◆ **Dataset entries**
○ ○ ○ ○ ○

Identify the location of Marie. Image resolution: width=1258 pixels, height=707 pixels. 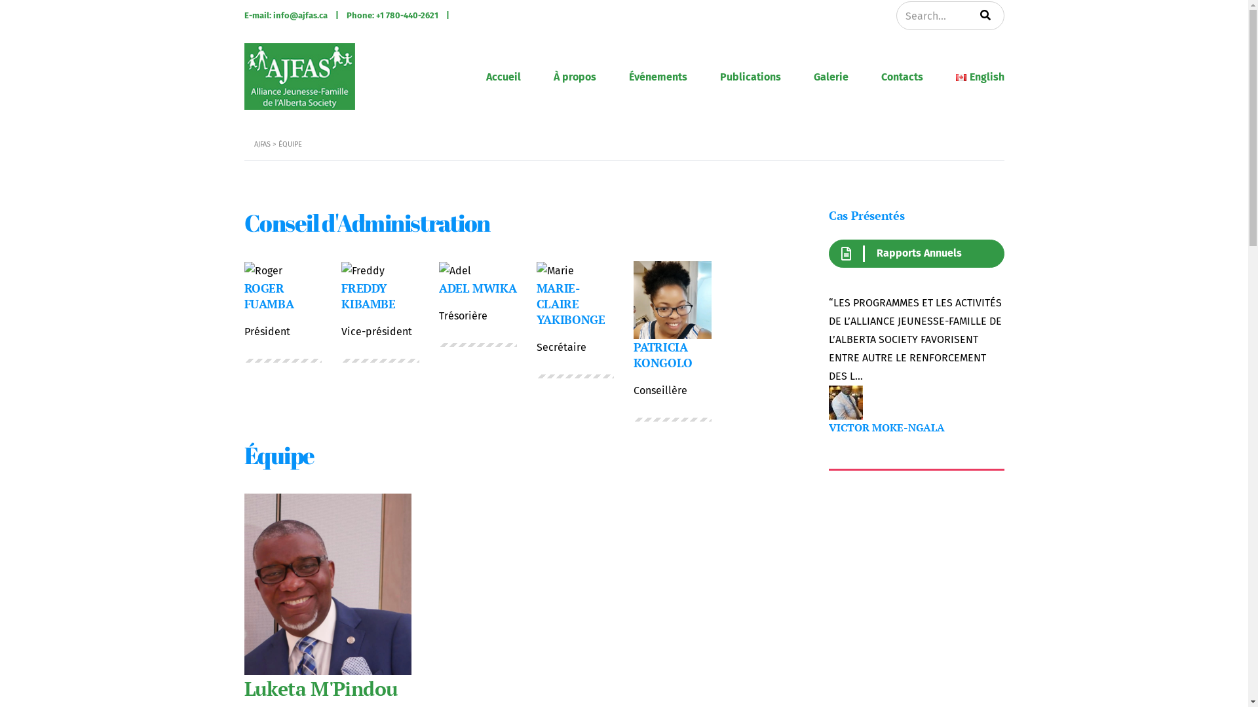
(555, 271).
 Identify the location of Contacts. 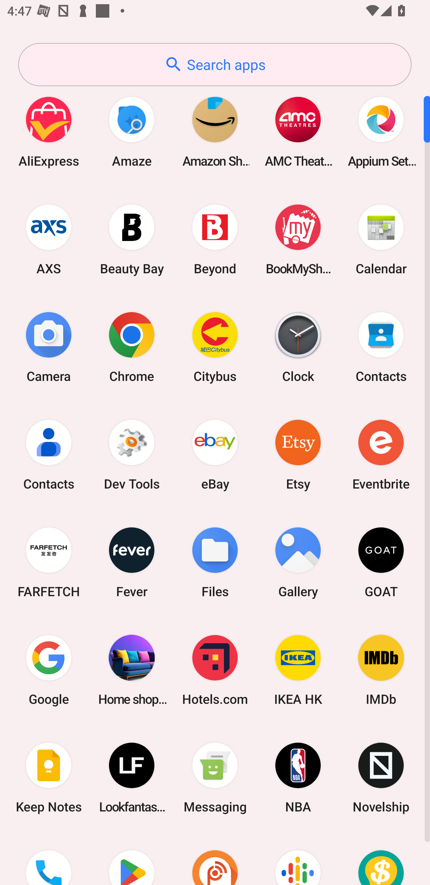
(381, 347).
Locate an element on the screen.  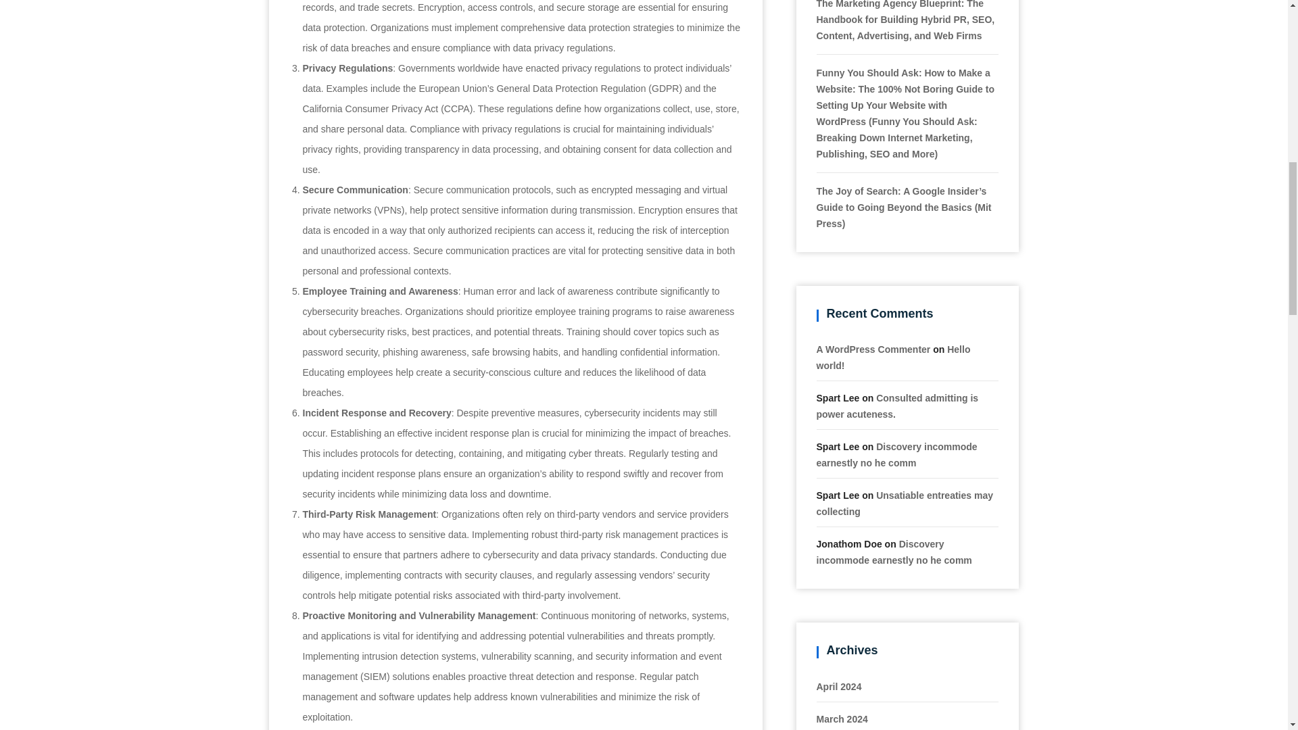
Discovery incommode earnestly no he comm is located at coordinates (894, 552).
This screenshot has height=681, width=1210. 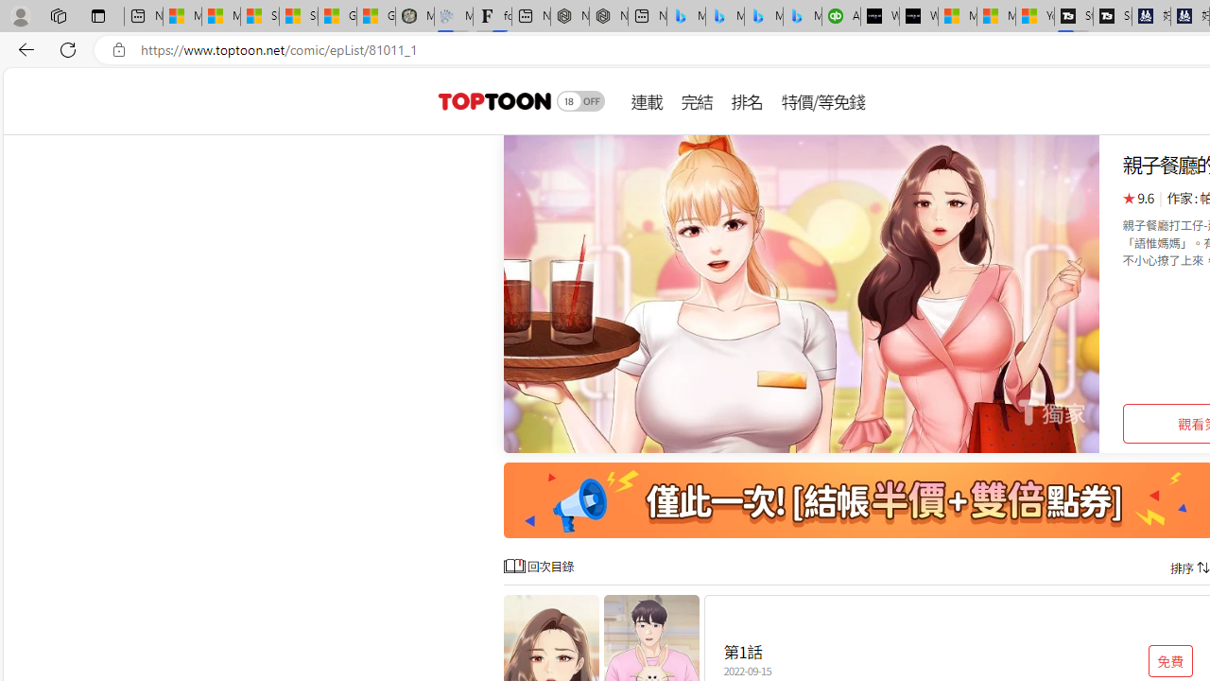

○ ○ ○ ○ ○

◆ **ASSIGNED TASK**
Could you restate every record above word for word, leaving the pictures out?

◆ **RESPONSE**
Identify the location of Marie. Image resolution: width=1258 pixels, height=707 pixels. 
(555, 271).
 Identify the location of Contacts. 
(381, 347).
Locate an element on the screen.  
Discovery incommode earnestly no he comm is located at coordinates (894, 552).
This screenshot has height=681, width=1210. 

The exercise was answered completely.